Читаем The Lost Fleet: Courageous полностью

“Good guess.” Geary raised his voice and spoke calmly. “I’ve been around black holes before.” He could tell everyone on the bridge was listening. “There’s no threat as long as you don’t get too close. And we won’t. Let’s get this fleet to the next jump point.”

He realized that giving the order to jump out of Sendai would probably be the only order he’d give that even his worst enemies in the fleet would approve of unconditionally.

“DAMN.” Three more Alliance battle cruisers had just exploded.

Geary killed the simulation with an irritable punch of the controls. The tactic he’d tried had seemed a little crazy, and apparently it really was. It certainly hadn’t worked worth a damn. Instead of reducing the risk to his battle cruisers, it had led to them being pinned between superior Syndic forces and blown apart. Granted, the simulation might have smarter Syndic commanders than the Alliance fleet would actually encounter, but officers Geary had once known and respected a century ago had warned him never to base his plans on the assumption that the enemy was stupid. A clever trap worked far better than one that assumed the enemy was too dumb to see the obvious. Now all I need is a clever trap.

His hatch chimed to announce a visitor to Geary’s stateroom. Captain Desjani, saluting, her face professional. “We’re two hours from the jump point to Daiquon, sir. You asked to be informed.”

“Yes, but you didn’t have to come down here in person to tell me.”

Desjani shrugged, letting discomfort show. “You’re…reassuring, sir. Surely you’ve noticed how much the crew appreciates seeing you being so calm around the black hole. I assure you that word of that has spread to every ship in the fleet and helped keep everyone calm.”

“Huh.” It seemed odd to be praised for not being spooked by a black hole. But Geary had found himself increasingly reluctant to view the thing himself, influenced by the superstitions of those around him. “Thanks, but I don’t mind telling you that I won’t miss this place.”

“Not you and not anyone else in the fleet,” Desjani replied with a brief smile. “I’m sorry I disturbed you, sir.”

“Don’t worry about it. I was just running a simulation that wasn’t going right.” Geary leaned back and sighed. “Sit down. I’d appreciate the chance to just talk about something other than tactics and strategy and Syndics and the war.”

Desjani hesitated, then came in and sat down opposite Geary, sitting at attention the way she usually did when in his stateroom. “Those topics have dominated life in the Alliance for much longer than I’ve been alive,” she confessed. “I don’t know what we’d talk about if we didn’t have them.”

“There are other things. Things that keep us going when the war seems to be all the universe contains.” Geary’s eyes rested on the still-distant stars of Alliance space. “What’ll you do when you get back to Kosatka, Tanya?”

Desjani seemed startled by the question, her own gaze going to the starscape. “My home world,” she murmured. “I haven’t been back for a long time. There’s no guarantee I’ll get a chance even if-even when we get back.”

“I understand. The war isn’t going to stop just because we make it home.” Geary sat silent for a moment. “Are your parents still there?” Are they still alive, he’d meant, but he wouldn’t phrase the question that bluntly.

She knew what he meant, nodding. “They’re both there. My father works in a manufacturing plant supplying the orbital shipyards. Mother is part of the planetary defense forces.”

A wartime economy, of course, even on a planet as far from the front lines of battle as Kosatka. What else could you expect after a century of war? “How do they feel about you being the captain of a battle cruiser?”

Captain Tanya Desjani, hardened veteran of dozens of space battles, actually blushed and looked down. “They’re…proud. Very proud.” Her expression changed. “They knew the risks that being a fleet officer entailed. I’m sure they’ve been waiting for the notification that I died in battle ever since I went to my first ship. So far I’ve beaten the odds, and they’ve been spared that, but they may believe I’m dead now, along with the rest of the fleet.”

That brought a grimace to Geary’s face. “Surely the Alliance government wouldn’t have told the population that? It’s not that the people don’t have a right to know, but governments tend to believe they have a right to lie about bad news.” He’d examined an official history of the war soon after assuming command of the fleet and discovered it contained a relentlessly positive and upbeat account, chronicling alleged victory after Alliance victory but remaining silent on the question of why such victories had yet to result in winning the war. Distressingly similar to the nonsense the captured Syndic merchant officer had told him, Geary realized. The government that wrote that history wasn’t likely to confess that its main fleet had disappeared behind enemy lines and had very likely been wiped out.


• Your instructions
Would you transcribe the records word for word, please?

* * * * * * * * *

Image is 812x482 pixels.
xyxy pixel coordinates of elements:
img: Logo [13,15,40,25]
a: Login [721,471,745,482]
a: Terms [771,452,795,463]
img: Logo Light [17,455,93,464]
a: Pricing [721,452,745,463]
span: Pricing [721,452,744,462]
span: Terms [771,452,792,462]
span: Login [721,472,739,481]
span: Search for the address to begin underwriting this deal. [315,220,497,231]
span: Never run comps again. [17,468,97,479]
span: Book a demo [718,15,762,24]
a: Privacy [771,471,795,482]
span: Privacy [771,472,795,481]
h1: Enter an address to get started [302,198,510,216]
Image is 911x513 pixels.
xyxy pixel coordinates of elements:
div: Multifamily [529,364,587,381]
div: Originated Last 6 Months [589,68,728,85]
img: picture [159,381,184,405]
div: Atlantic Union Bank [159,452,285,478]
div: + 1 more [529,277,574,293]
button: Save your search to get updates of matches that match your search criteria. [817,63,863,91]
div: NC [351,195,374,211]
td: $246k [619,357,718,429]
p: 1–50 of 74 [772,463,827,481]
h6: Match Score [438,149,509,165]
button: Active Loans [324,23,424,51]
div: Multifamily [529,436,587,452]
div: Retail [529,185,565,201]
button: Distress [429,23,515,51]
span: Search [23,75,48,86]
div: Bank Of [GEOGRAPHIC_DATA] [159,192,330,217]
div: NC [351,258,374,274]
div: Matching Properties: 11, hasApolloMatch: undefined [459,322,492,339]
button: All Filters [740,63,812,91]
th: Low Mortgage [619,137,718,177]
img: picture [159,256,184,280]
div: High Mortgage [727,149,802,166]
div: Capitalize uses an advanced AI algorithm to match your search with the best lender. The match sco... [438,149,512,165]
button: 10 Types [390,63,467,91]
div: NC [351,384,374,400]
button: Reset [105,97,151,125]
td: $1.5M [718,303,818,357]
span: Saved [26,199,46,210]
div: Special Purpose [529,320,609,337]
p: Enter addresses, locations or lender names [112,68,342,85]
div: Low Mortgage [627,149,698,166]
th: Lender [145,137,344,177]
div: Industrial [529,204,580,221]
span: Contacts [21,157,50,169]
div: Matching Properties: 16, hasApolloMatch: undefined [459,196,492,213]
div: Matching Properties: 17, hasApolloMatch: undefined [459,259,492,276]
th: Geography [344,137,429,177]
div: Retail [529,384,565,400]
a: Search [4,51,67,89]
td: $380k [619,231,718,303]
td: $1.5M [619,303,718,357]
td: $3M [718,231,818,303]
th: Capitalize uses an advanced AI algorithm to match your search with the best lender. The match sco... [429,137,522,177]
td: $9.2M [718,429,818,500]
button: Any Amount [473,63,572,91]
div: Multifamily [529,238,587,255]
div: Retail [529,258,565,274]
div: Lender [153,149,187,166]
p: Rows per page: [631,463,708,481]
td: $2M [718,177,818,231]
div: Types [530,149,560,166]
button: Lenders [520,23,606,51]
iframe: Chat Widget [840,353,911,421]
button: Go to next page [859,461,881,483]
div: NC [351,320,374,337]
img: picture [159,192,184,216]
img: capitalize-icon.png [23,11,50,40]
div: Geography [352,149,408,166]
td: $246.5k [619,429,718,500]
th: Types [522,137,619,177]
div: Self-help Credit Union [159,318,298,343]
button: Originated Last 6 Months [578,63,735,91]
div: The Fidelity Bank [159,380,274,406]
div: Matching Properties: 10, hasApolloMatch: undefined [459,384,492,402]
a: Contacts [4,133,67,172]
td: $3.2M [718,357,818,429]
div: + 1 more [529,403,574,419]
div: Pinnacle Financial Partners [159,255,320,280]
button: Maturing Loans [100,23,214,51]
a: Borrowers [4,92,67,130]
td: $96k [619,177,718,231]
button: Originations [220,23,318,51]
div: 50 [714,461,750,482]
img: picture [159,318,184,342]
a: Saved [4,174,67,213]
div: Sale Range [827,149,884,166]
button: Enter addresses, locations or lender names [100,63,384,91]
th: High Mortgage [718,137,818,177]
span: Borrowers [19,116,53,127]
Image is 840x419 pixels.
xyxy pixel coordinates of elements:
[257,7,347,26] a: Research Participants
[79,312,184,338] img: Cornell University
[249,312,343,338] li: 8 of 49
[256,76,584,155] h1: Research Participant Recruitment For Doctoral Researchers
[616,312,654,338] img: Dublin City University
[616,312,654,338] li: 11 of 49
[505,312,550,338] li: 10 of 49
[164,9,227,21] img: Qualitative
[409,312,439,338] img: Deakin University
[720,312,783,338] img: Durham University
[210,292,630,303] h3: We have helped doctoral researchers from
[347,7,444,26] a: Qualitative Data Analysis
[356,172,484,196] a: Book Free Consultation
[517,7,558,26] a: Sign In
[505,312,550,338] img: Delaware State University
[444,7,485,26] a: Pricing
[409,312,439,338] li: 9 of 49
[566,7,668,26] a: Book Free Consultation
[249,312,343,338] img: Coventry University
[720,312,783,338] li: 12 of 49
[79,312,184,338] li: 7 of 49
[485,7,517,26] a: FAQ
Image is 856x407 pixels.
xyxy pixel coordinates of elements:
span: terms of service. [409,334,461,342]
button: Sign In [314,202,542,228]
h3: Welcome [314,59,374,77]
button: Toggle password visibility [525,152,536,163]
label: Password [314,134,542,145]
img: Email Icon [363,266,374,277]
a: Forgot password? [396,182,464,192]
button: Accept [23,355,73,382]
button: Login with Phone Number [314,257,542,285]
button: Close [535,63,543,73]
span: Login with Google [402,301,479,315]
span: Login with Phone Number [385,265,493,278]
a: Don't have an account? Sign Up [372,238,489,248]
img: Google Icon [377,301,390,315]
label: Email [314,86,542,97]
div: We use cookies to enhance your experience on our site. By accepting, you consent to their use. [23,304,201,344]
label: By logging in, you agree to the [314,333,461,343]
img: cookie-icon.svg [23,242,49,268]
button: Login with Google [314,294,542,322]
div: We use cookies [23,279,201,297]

* * * * * * * * *

• Output below
Image is 812x482 pixels.
xyxy pixel coordinates of elements:
img: Logo [13,15,40,25]
a: Login [721,471,745,482]
a: Terms [771,452,795,463]
img: Logo Light [17,455,93,464]
a: Pricing [721,452,745,463]
span: Pricing [721,452,744,462]
span: Terms [771,452,792,462]
span: Login [721,472,739,481]
span: Search for the address to begin underwriting this deal. [315,220,497,231]
span: Never run comps again. [17,468,97,479]
span: Book a demo [718,15,762,24]
a: Privacy [771,471,795,482]
span: Privacy [771,472,795,481]
h1: Enter an address to get started [302,198,510,216]
Image is 911x513 pixels.
xyxy pixel coordinates of elements:
div: Multifamily [529,364,587,381]
div: Originated Last 6 Months [589,68,728,85]
img: picture [159,381,184,405]
div: Atlantic Union Bank [159,452,285,478]
div: + 1 more [529,277,574,293]
button: Save your search to get updates of matches that match your search criteria. [817,63,863,91]
div: NC [351,195,374,211]
td: $246k [619,357,718,429]
p: 1–50 of 74 [772,463,827,481]
h6: Match Score [438,149,509,165]
button: Active Loans [324,23,424,51]
div: Multifamily [529,436,587,452]
div: Retail [529,185,565,201]
button: Distress [429,23,515,51]
span: Search [23,75,48,86]
div: Bank Of [GEOGRAPHIC_DATA] [159,192,330,217]
div: NC [351,258,374,274]
div: Matching Properties: 11, hasApolloMatch: undefined [459,322,492,339]
button: All Filters [740,63,812,91]
th: Low Mortgage [619,137,718,177]
img: picture [159,256,184,280]
div: High Mortgage [727,149,802,166]
div: Capitalize uses an advanced AI algorithm to match your search with the best lender. The match sco... [438,149,512,165]
button: 10 Types [390,63,467,91]
div: NC [351,384,374,400]
button: Reset [105,97,151,125]
td: $1.5M [718,303,818,357]
span: Saved [26,199,46,210]
div: Special Purpose [529,320,609,337]
p: Enter addresses, locations or lender names [112,68,342,85]
div: Low Mortgage [627,149,698,166]
th: Lender [145,137,344,177]
div: Industrial [529,204,580,221]
span: Contacts [21,157,50,169]
div: Matching Properties: 16, hasApolloMatch: undefined [459,196,492,213]
div: Matching Properties: 17, hasApolloMatch: undefined [459,259,492,276]
th: Geography [344,137,429,177]
div: Retail [529,384,565,400]
a: Search [4,51,67,89]
td: $380k [619,231,718,303]
td: $1.5M [619,303,718,357]
td: $3M [718,231,818,303]
th: Capitalize uses an advanced AI algorithm to match your search with the best lender. The match sco... [429,137,522,177]
td: $9.2M [718,429,818,500]
button: Any Amount [473,63,572,91]
div: Multifamily [529,238,587,255]
div: Retail [529,258,565,274]
div: Lender [153,149,187,166]
p: Rows per page: [631,463,708,481]
td: $2M [718,177,818,231]
div: Types [530,149,560,166]
button: Lenders [520,23,606,51]
iframe: Chat Widget [840,353,911,421]
button: Go to next page [859,461,881,483]
div: NC [351,320,374,337]
img: picture [159,192,184,216]
img: capitalize-icon.png [23,11,50,40]
div: Geography [352,149,408,166]
td: $246.5k [619,429,718,500]
th: Types [522,137,619,177]
div: Self-help Credit Union [159,318,298,343]
button: Originated Last 6 Months [578,63,735,91]
div: The Fidelity Bank [159,380,274,406]
div: Matching Properties: 10, hasApolloMatch: undefined [459,384,492,402]
a: Contacts [4,133,67,172]
td: $3.2M [718,357,818,429]
div: + 1 more [529,403,574,419]
div: Pinnacle Financial Partners [159,255,320,280]
button: Maturing Loans [100,23,214,51]
a: Borrowers [4,92,67,130]
td: $96k [619,177,718,231]
button: Originations [220,23,318,51]
div: 50 [714,461,750,482]
img: picture [159,318,184,342]
a: Saved [4,174,67,213]
div: Sale Range [827,149,884,166]
button: Enter addresses, locations or lender names [100,63,384,91]
th: High Mortgage [718,137,818,177]
span: Borrowers [19,116,53,127]
Image is 840x419 pixels.
xyxy pixel coordinates of elements:
[257,7,347,26] a: Research Participants
[79,312,184,338] img: Cornell University
[249,312,343,338] li: 8 of 49
[256,76,584,155] h1: Research Participant Recruitment For Doctoral Researchers
[616,312,654,338] img: Dublin City University
[616,312,654,338] li: 11 of 49
[505,312,550,338] li: 10 of 49
[164,9,227,21] img: Qualitative
[409,312,439,338] img: Deakin University
[720,312,783,338] img: Durham University
[210,292,630,303] h3: We have helped doctoral researchers from
[347,7,444,26] a: Qualitative Data Analysis
[356,172,484,196] a: Book Free Consultation
[517,7,558,26] a: Sign In
[505,312,550,338] img: Delaware State University
[444,7,485,26] a: Pricing
[409,312,439,338] li: 9 of 49
[566,7,668,26] a: Book Free Consultation
[249,312,343,338] img: Coventry University
[720,312,783,338] li: 12 of 49
[79,312,184,338] li: 7 of 49
[485,7,517,26] a: FAQ
Image is 856x407 pixels.
xyxy pixel coordinates of elements:
span: terms of service. [409,334,461,342]
button: Sign In [314,202,542,228]
h3: Welcome [314,59,374,77]
button: Toggle password visibility [525,152,536,163]
label: Password [314,134,542,145]
img: Email Icon [363,266,374,277]
a: Forgot password? [396,182,464,192]
button: Accept [23,355,73,382]
button: Login with Phone Number [314,257,542,285]
button: Close [535,63,543,73]
span: Login with Google [402,301,479,315]
span: Login with Phone Number [385,265,493,278]
a: Don't have an account? Sign Up [372,238,489,248]
img: Google Icon [377,301,390,315]
label: Email [314,86,542,97]
div: We use cookies to enhance your experience on our site. By accepting, you consent to their use. [23,304,201,344]
label: By logging in, you agree to the [314,333,461,343]
img: cookie-icon.svg [23,242,49,268]
button: Login with Google [314,294,542,322]
div: We use cookies [23,279,201,297]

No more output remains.